The single most common use case for machine learning/AI is to create models that predict labels. For example, is this customer going to convert?

“Let's say you're trying to predict gold medal winners at the Olympics. You'd be predicting bronze, silver, gold, and no metal -- that's four different things you're trying to predict. In machine learning terms, you’re classifying data. I'm trying to predict a ‘class,’ a label, and that is by far and away the single most ROI-packed advanced analytics scenario for any organization. I train people to build these kinds of predictive models that do these classification problems.”

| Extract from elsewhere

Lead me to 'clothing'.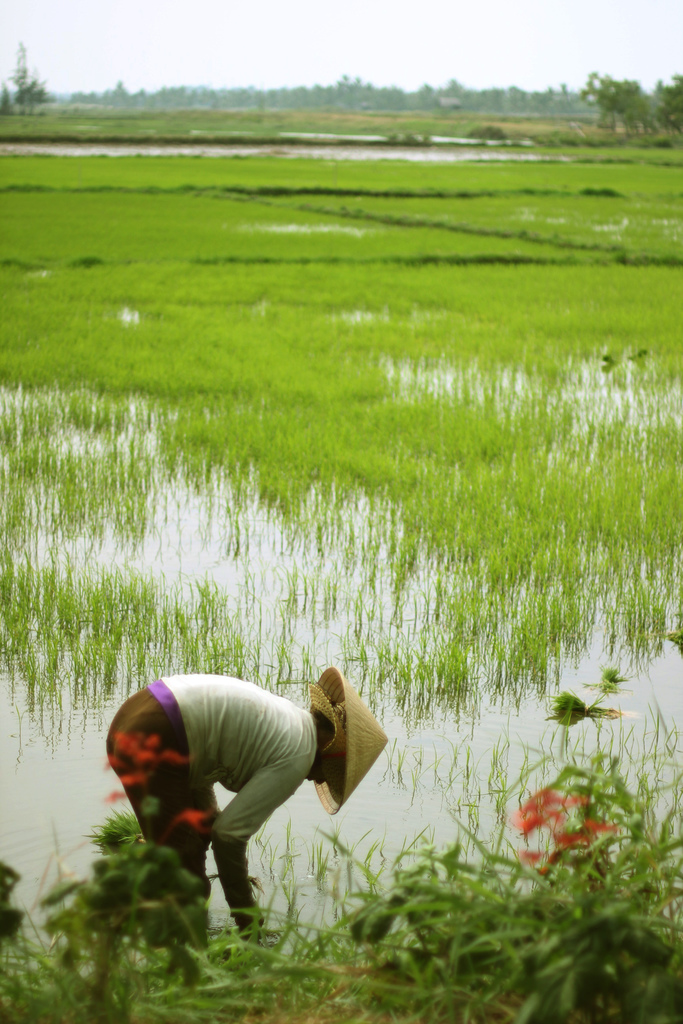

Four Fundamental Techniques

The single best technique is based on decision trees and random forests. “They're state of the art,” Langer claims. “They're super easy for people to learn, and they're super valuable.” A four-hour TDWI course he offers teaches students “the basics of Python, everything they need to know from the ground up, assuming no programming background whatsoever -- just the subset of Python they need to be productive.”

That perspective is also applicable for Excel users, Langer explains. “If you've ever written an Excel formula, you've written code, whether you think of it that way or not. It's all pretty much the same. When you think about using Python for analytics and data science, you're not actually engineering software from scratch, so you ignore all that stuff. You just focus on how to use the tools to get stuff done, which is very analogous to using Excel formulas.”

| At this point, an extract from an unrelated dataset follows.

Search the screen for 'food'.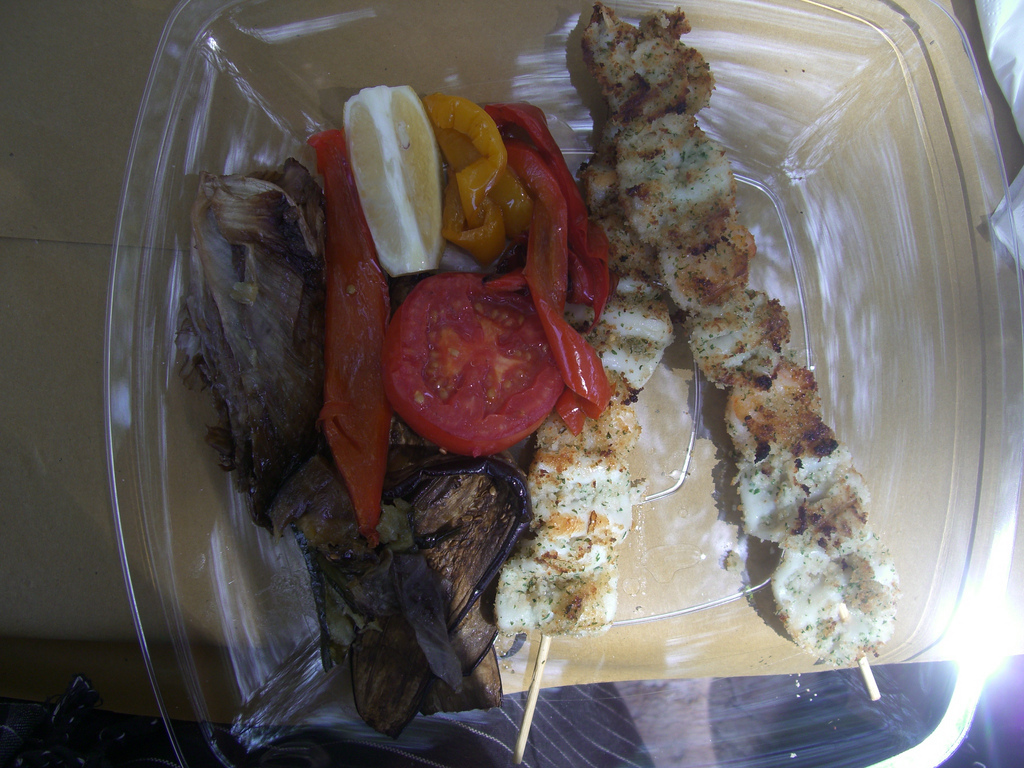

To get the highest ROI from traditional machine learning, what should enterprises be focusing on? “You don't need to learn a whole bunch of things to actually be radically productive to begin with. Most people look at a book and think, ‘Oh, my goodness, there are 50 different types of machine learning techniques in here. Do I have to learn all of them?’”

Langer’s answer is a definite “no.”

“There are essentially four fundamental techniques that you need to learn in the beginning,” starting with decision trees, which are just individual trees, like little nodes of yes/no decisions. “If you've ever seen an org chart, that's what a decision tree kind of looks like. Using decision trees is intuitive, so you learn the basics of machine learning focusing on decision trees.

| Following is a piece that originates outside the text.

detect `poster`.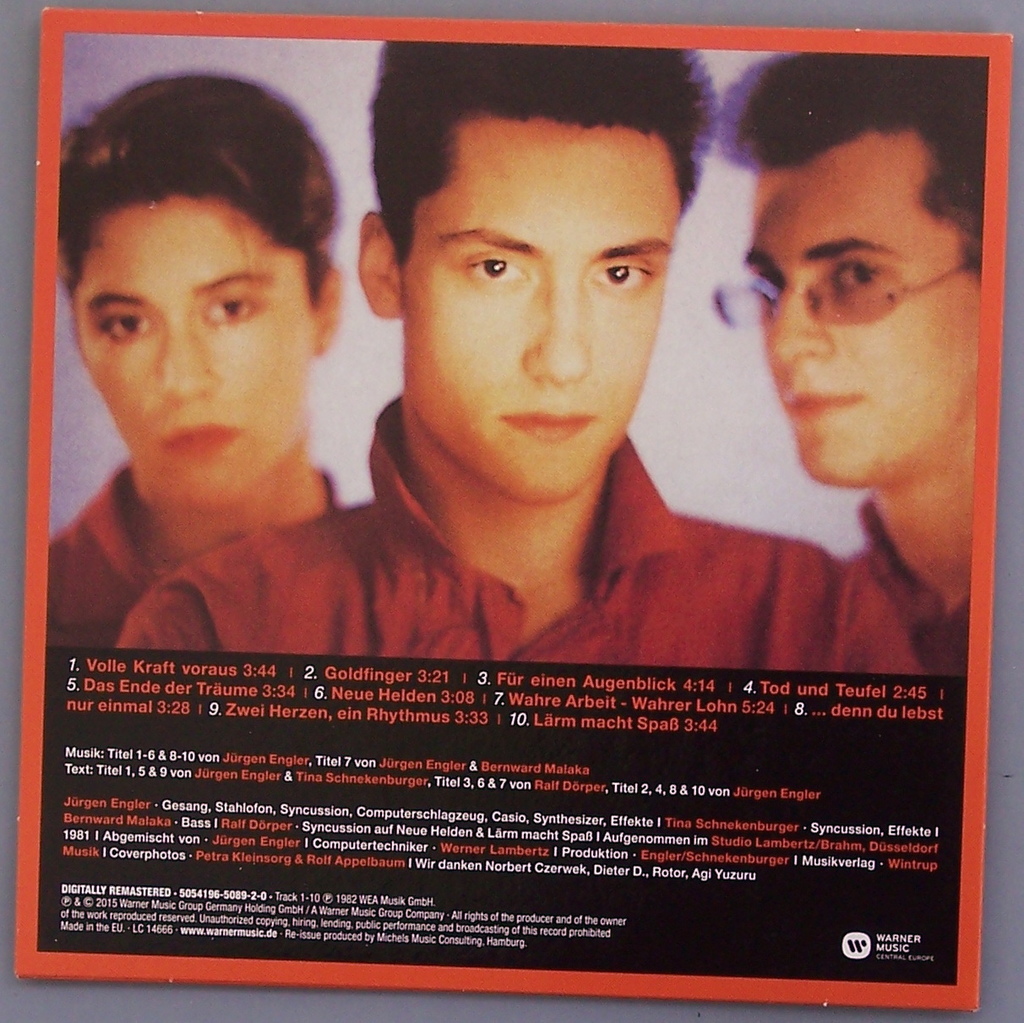
Detected at region(35, 24, 990, 990).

“You can then use that knowledge to bootstrap up to what's called a random forest, which is just a collection of individual decision trees. Random forests are a production-quality, state-of-the-art machine learning algorithm, and they're really, really simple for people to learn how to use. You don't have to be a math genius (or even a math novice) to understand how they work, yet random forests give you all that power.”

Decision trees and random forests are what's known as supervised learning. “I can use them to predict those labels I was talking about. The next branch of machine learning that's very useful is clustering. I have a pile of data, you have a pile of customers, I have a pile of patients or insurance claims, whatever that pile of documents might be. I want to extract some hidden structure out of that data. I don't want to have to read through a thousand documents to understand what they're all about. Can I use the computer to group those and say, ‘Hey, those documents are all like these documents over here’ and help me out with that. That's what clustering -- cluster analysis -- is all about, which is a type of machine learning known as unsupervised learning.”

Two of the most popular unsupervised clustering algorithms are k-means (which Langer says is extremely easy for anybody to learn how to do) and DBSCAN.

“Those four things are enough to get you started and that's what we focus on in our TDWI machine learning bootcamp. They are easy for a broad audience to learn. They're state-of-the-art and they allow people to hit the ground running when they get back to work and actually do something that produces value.”